=== Aim of the task ===
Could you write out the opening lines of the data, word for word, stopping after the line that contains "Task: Click on the Remote"?

#### Records for the exercise

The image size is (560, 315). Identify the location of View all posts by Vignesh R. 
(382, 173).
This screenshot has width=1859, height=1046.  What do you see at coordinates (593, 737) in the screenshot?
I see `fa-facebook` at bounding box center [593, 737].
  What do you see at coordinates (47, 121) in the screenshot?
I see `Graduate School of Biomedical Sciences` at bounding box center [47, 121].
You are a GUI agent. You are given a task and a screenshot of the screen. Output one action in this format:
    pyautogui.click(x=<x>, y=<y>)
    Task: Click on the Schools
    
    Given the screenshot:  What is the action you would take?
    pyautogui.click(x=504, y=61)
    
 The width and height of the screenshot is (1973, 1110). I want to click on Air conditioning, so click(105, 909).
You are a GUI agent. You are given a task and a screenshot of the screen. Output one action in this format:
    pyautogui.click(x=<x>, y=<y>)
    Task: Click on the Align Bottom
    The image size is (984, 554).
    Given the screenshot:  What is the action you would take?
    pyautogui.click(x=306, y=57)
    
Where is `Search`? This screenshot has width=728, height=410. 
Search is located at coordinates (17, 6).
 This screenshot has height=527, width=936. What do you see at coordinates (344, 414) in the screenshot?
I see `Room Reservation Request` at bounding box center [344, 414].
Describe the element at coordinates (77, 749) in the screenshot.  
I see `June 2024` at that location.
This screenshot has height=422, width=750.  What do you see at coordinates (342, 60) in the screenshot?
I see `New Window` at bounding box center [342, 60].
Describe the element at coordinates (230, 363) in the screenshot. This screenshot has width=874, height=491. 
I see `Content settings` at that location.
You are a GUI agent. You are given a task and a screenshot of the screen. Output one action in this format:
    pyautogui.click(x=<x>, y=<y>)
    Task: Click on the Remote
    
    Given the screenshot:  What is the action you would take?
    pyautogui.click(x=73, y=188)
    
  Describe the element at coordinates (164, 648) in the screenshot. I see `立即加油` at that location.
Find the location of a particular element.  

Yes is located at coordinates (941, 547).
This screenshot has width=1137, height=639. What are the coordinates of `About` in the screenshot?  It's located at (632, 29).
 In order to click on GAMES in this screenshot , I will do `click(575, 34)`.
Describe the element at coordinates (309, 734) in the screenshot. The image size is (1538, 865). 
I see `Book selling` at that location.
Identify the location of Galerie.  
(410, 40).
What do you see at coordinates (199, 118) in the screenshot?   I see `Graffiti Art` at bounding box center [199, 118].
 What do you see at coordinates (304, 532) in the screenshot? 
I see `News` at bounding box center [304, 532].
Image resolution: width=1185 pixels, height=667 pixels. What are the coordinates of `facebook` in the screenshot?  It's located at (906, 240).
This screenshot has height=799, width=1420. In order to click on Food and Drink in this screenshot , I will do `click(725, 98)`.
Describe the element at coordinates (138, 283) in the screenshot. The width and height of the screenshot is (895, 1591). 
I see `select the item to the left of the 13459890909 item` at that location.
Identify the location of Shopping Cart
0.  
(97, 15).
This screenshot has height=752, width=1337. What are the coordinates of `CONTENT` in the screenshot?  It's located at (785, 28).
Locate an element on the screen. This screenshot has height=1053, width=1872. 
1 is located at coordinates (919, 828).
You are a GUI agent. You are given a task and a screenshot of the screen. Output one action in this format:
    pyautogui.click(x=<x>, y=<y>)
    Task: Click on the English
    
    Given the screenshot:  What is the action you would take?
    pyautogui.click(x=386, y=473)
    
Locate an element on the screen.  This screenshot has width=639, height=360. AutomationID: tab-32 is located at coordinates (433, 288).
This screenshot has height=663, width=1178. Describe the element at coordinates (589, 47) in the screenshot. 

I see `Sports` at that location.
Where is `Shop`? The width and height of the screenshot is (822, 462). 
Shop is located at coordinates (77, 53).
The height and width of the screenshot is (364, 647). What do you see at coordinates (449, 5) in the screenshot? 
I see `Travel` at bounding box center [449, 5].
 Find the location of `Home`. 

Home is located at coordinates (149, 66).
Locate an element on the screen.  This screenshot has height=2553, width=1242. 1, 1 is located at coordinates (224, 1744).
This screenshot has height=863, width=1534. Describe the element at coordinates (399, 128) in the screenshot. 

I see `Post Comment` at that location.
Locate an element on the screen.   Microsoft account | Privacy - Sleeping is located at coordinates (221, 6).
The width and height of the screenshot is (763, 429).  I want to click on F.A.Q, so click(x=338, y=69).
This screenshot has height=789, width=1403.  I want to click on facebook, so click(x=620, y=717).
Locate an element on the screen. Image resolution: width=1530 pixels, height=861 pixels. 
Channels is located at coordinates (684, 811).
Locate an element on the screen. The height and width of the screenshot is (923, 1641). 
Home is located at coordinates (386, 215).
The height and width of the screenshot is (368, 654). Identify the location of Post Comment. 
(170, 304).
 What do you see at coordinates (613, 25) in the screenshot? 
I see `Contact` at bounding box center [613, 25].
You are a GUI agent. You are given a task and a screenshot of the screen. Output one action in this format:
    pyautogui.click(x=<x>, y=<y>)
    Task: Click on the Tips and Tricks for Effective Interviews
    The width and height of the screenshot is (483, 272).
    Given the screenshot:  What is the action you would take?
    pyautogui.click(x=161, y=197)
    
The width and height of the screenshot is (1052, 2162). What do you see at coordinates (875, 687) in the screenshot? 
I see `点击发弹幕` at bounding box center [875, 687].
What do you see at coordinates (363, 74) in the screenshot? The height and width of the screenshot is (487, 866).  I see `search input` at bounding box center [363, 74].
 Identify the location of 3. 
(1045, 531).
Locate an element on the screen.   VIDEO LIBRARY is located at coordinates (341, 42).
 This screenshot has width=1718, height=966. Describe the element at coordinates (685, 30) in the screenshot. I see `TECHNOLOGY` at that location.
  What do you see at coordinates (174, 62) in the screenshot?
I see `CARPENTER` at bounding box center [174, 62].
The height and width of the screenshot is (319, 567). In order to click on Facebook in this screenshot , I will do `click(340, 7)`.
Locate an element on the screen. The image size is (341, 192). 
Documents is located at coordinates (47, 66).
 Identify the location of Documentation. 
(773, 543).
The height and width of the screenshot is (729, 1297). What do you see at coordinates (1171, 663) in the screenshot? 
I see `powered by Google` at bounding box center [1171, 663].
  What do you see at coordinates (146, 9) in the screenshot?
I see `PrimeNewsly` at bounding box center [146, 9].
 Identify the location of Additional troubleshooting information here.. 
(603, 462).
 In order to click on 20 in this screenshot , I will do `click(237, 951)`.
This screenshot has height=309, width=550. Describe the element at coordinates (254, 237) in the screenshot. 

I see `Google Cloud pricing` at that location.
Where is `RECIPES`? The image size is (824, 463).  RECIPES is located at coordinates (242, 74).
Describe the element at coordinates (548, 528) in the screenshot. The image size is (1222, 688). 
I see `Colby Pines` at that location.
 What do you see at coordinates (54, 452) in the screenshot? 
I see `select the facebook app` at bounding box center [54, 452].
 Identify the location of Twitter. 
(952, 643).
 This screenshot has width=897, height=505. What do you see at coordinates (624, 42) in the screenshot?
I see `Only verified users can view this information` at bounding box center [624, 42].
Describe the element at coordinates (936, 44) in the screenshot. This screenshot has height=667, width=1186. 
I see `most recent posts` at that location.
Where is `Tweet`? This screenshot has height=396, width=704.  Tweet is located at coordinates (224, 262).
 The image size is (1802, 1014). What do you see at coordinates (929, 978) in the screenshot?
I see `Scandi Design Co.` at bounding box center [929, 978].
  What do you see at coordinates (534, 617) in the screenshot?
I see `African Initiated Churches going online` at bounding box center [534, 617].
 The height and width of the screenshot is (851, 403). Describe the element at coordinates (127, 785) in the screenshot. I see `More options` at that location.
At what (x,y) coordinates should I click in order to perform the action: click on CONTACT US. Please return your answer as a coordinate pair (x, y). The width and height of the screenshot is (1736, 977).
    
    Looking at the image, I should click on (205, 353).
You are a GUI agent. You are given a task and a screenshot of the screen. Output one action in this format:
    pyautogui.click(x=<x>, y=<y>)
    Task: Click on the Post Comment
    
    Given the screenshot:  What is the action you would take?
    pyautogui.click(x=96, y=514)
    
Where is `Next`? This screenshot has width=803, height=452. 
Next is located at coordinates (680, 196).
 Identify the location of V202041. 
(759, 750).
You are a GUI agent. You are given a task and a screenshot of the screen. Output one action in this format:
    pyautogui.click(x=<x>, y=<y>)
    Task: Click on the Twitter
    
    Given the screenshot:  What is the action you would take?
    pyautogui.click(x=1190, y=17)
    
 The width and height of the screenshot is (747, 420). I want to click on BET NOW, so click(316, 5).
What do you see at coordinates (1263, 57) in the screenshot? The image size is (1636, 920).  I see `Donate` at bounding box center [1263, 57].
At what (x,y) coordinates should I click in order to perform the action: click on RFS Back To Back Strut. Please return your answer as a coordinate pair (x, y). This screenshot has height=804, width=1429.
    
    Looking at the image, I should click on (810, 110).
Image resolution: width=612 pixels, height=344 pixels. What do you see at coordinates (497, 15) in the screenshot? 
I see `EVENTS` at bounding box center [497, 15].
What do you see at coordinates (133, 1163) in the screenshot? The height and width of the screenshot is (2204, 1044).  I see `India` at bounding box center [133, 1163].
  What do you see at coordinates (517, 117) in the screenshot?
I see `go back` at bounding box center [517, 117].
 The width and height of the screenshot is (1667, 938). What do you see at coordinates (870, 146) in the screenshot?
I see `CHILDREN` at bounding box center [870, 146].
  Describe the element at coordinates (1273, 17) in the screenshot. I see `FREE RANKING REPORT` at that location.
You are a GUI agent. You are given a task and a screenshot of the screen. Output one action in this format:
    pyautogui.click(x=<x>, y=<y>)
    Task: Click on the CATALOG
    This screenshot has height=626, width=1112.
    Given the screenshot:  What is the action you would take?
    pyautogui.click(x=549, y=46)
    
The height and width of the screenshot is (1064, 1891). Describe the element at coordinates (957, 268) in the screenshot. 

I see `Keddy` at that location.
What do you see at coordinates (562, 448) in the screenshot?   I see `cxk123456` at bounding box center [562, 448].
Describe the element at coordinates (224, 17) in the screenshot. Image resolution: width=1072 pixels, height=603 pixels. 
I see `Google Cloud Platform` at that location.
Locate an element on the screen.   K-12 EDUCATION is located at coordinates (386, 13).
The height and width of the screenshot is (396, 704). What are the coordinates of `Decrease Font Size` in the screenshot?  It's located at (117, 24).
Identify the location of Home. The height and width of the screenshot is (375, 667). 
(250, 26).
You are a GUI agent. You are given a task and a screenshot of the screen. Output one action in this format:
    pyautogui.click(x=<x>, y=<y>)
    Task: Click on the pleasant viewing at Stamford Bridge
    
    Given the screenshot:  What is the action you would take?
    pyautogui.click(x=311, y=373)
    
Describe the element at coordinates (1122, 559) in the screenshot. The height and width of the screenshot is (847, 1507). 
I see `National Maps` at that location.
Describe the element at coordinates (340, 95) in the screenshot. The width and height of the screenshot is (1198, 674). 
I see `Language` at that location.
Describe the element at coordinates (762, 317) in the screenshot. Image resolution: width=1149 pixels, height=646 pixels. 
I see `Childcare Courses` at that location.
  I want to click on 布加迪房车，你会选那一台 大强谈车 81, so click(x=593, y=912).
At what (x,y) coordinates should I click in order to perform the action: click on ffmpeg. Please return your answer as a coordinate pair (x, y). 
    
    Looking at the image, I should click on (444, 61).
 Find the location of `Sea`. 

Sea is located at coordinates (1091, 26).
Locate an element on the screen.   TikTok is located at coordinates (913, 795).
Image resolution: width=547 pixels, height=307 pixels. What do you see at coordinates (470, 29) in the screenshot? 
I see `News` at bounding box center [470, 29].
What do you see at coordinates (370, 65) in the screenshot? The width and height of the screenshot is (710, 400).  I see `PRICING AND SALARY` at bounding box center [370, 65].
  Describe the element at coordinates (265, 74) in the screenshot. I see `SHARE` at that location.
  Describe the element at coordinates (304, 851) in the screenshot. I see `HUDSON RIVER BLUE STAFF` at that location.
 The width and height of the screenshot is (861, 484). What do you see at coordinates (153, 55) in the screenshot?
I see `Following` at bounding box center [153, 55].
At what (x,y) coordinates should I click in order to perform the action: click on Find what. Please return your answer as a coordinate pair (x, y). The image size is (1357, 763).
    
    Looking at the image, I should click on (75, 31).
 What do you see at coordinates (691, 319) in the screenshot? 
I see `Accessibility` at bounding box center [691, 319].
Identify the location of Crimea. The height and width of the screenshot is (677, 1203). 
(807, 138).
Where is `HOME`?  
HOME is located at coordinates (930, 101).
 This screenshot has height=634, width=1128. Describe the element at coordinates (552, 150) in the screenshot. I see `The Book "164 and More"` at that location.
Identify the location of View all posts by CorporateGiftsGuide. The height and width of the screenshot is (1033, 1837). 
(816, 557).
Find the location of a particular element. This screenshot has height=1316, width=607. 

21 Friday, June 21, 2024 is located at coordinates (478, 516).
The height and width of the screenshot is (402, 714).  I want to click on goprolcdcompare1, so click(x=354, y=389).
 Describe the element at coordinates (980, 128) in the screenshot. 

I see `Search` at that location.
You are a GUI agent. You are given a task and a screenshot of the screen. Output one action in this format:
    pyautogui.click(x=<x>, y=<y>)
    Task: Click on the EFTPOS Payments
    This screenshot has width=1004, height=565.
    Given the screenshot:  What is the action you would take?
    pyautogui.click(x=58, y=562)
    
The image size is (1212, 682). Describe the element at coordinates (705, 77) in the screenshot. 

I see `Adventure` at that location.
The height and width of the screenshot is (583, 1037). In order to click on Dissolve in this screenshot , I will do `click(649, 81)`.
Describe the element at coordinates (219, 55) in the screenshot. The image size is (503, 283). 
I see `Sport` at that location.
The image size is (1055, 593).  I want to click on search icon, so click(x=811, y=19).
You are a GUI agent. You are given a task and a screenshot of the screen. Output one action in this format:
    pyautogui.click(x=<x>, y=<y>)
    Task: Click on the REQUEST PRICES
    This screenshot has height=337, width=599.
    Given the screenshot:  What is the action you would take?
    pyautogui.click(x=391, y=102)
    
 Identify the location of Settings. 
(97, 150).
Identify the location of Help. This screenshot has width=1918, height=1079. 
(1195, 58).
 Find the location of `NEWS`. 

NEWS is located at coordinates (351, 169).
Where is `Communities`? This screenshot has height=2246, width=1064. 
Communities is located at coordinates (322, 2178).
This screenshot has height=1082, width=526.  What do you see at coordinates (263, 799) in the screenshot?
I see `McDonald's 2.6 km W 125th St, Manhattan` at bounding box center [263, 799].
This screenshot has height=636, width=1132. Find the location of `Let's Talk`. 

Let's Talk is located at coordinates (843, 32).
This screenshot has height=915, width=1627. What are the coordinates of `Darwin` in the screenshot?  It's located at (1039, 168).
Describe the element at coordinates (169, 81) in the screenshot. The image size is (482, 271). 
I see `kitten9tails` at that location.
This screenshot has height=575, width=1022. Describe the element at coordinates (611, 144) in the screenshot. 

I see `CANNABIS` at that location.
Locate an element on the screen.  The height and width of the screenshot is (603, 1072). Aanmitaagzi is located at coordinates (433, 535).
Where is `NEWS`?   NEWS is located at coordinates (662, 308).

########

=== Expected answer ===
The image size is (560, 315). Identify the location of View all posts by Vignesh R. 
(382, 173).
This screenshot has width=1859, height=1046.  What do you see at coordinates (593, 737) in the screenshot?
I see `fa-facebook` at bounding box center [593, 737].
  What do you see at coordinates (47, 121) in the screenshot?
I see `Graduate School of Biomedical Sciences` at bounding box center [47, 121].
You are a GUI agent. You are given a task and a screenshot of the screen. Output one action in this format:
    pyautogui.click(x=<x>, y=<y>)
    Task: Click on the Schools
    
    Given the screenshot:  What is the action you would take?
    pyautogui.click(x=504, y=61)
    
 The width and height of the screenshot is (1973, 1110). I want to click on Air conditioning, so click(105, 909).
You are a GUI agent. You are given a task and a screenshot of the screen. Output one action in this format:
    pyautogui.click(x=<x>, y=<y>)
    Task: Click on the Align Bottom
    The image size is (984, 554).
    Given the screenshot:  What is the action you would take?
    pyautogui.click(x=306, y=57)
    
Where is `Search`? This screenshot has width=728, height=410. 
Search is located at coordinates (17, 6).
 This screenshot has height=527, width=936. What do you see at coordinates (344, 414) in the screenshot?
I see `Room Reservation Request` at bounding box center [344, 414].
Describe the element at coordinates (77, 749) in the screenshot.  
I see `June 2024` at that location.
This screenshot has height=422, width=750.  What do you see at coordinates (342, 60) in the screenshot?
I see `New Window` at bounding box center [342, 60].
Describe the element at coordinates (230, 363) in the screenshot. This screenshot has width=874, height=491. 
I see `Content settings` at that location.
You are a GUI agent. You are given a task and a screenshot of the screen. Output one action in this format:
    pyautogui.click(x=<x>, y=<y>)
    Task: Click on the Remote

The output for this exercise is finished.